Publication Date

2-1-2022

Journal

Human Genetics

DOI

10.1007/s00439-021-02407-8

PMID

34981173

PMCID

PMC8855685

PubMedCentral® Posted Date

2-1-2023

PubMedCentral® Full Text Version

Post-Print

Published Open-Access

yes

Keywords

Conserved Sequence, Ethnicity, Gene Frequency, Genetic Association Studies, Genetic Predisposition to Disease, Genome-Wide Association Study, Humans, Logistic Models, Multivariate Analysis, Odds Ratio, Polymorphism, Single Nucleotide, Racial Groups, Reproducibility of Results, SNP characteristic, GWAS, SNP validation, reproducibility

Abstract

Genome wide association studies (GWASs) have identified tens of thousands of single nucleotide polymorphisms (SNPs) associated with human diseases and characteristics. A significant fraction of GWAS findings can be false positives. The gold standard for true positives is an independent validation. The goal of this study was to identify SNP features associated with validation success. Summary statistics from the Catalog of Published GWASs were used in the analysis. Since our goal was an analysis of reproducibility, we focused on the diseases/phenotypes targeted by at least 10 GWASs. GWASs were arranged in discovery-validation pairs based on the time of publication, with the discovery GWAS published before validation. We used four definitions of the validation success that differ by stringency. Associations of SNP features with validation success were consistent across the definitions.

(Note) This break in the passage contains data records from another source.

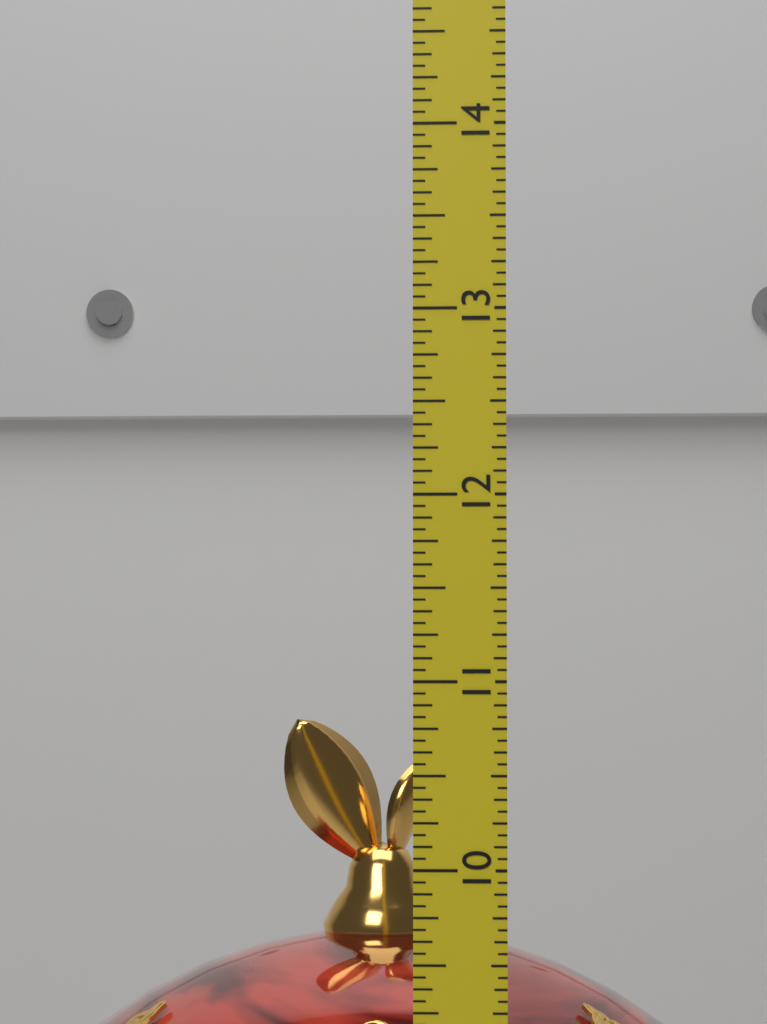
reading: 10.7500 (no unit)
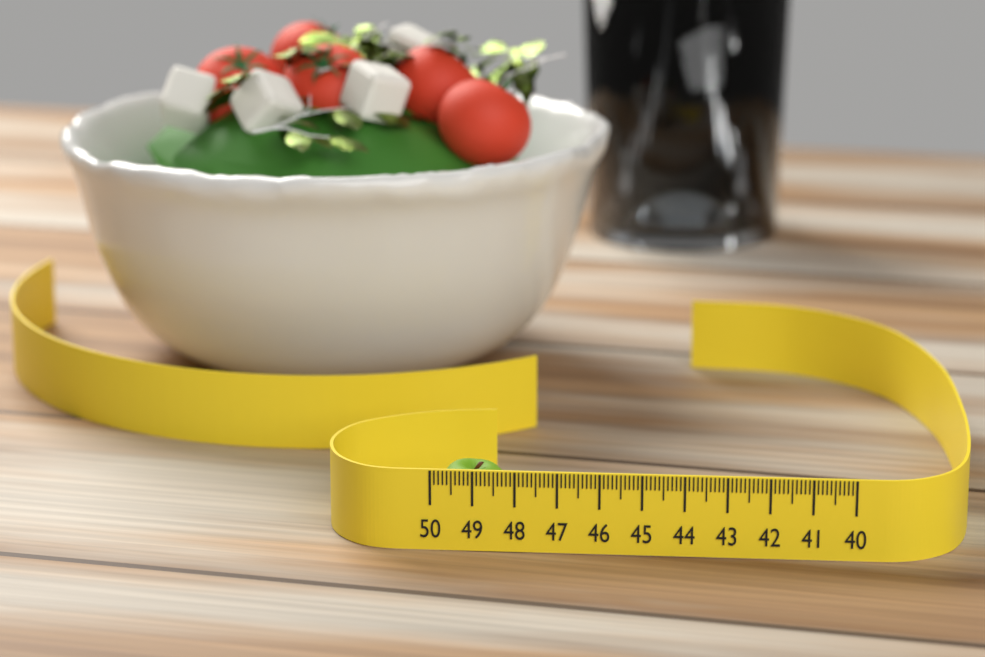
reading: 48.1 (no unit)
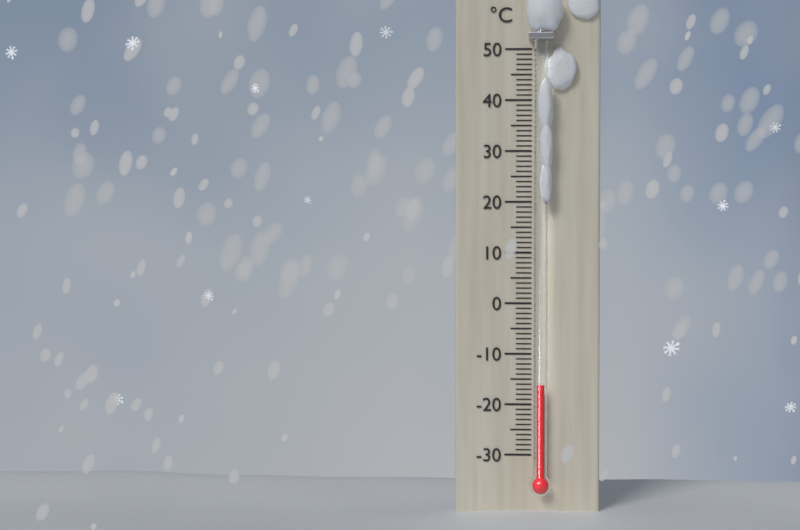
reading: -16 °C
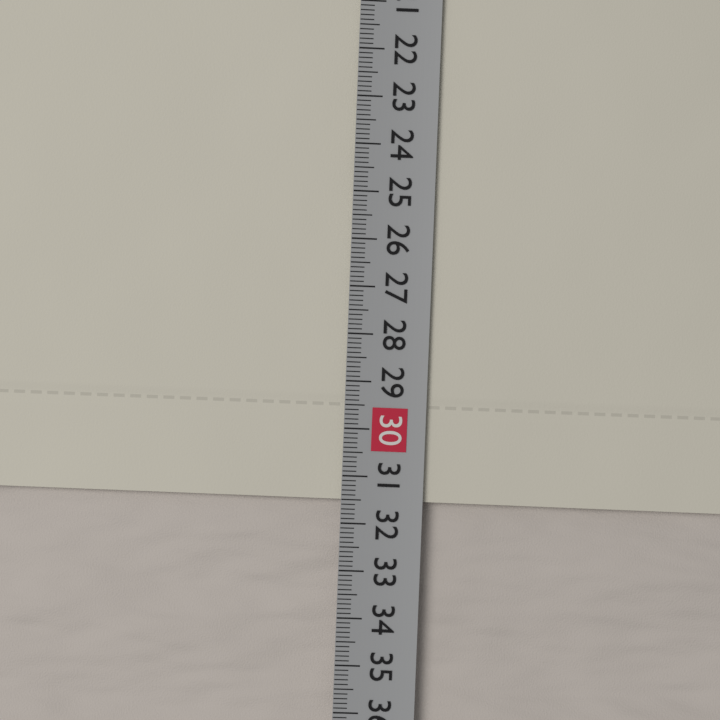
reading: 31.5 cm
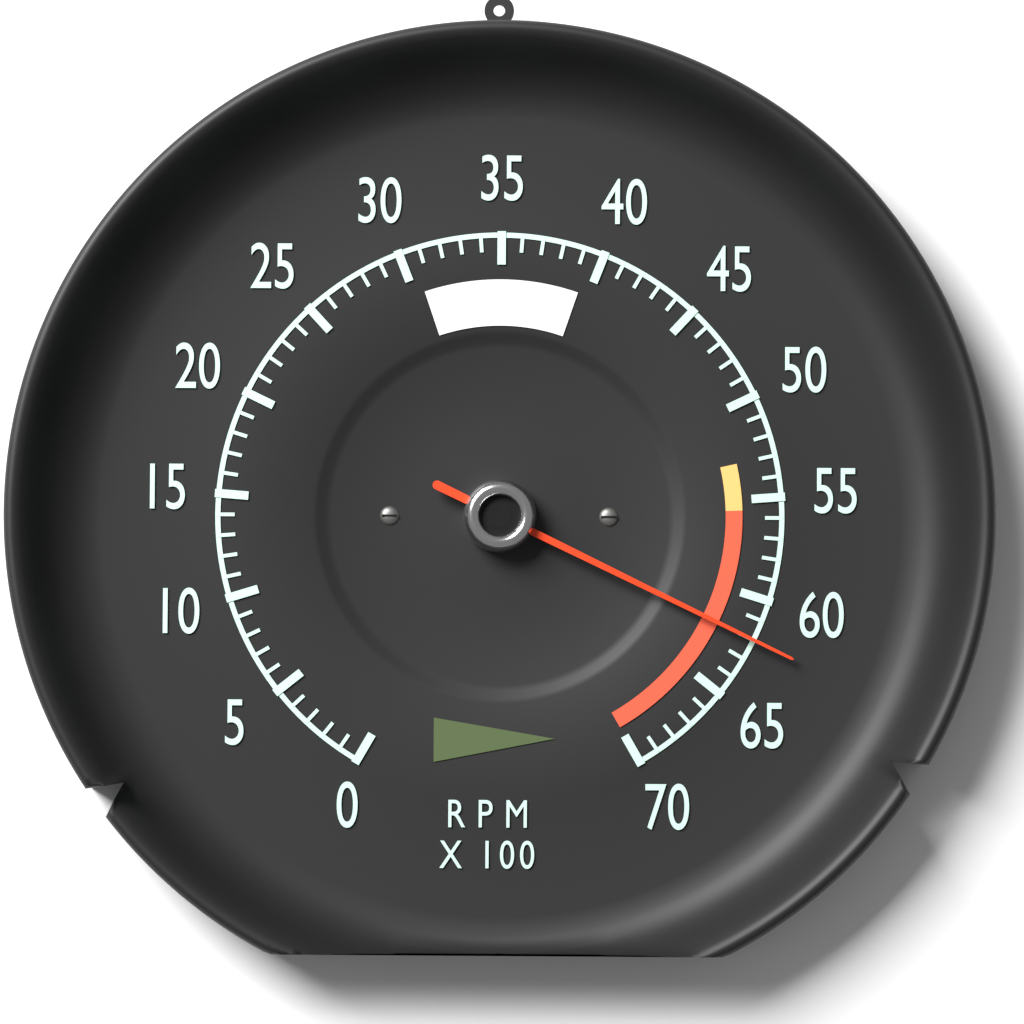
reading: 6200 RPM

The strongest predictor of SNP validation was the level of statistical significance in the discovery GWAS. The magnitude of the effect size was associated with validation success in a non-linear manner. SNPs with risk allele frequencies in the range 30-70% showed a higher validation success rate compared to rarer or more common SNPs. Missense, 5'UTR, stop gained, and SNPs located in transcription factor binding sites had a higher validation success rate compared to intergenic, intronic and synonymous SNPs. There was a positive association between validation success and the level of evolutionary conservation of the sites. In addition, validation success was higher when discovery and validation GWASs targeted the same ethnicity. All predictors of validation success remained significant in a multivariate logistic regression model indicating their independent contribution. To conclude, we identified SNP features predicting validation success of GWAS hits. These features can be used to select SNPs for validation and downstream functional studies.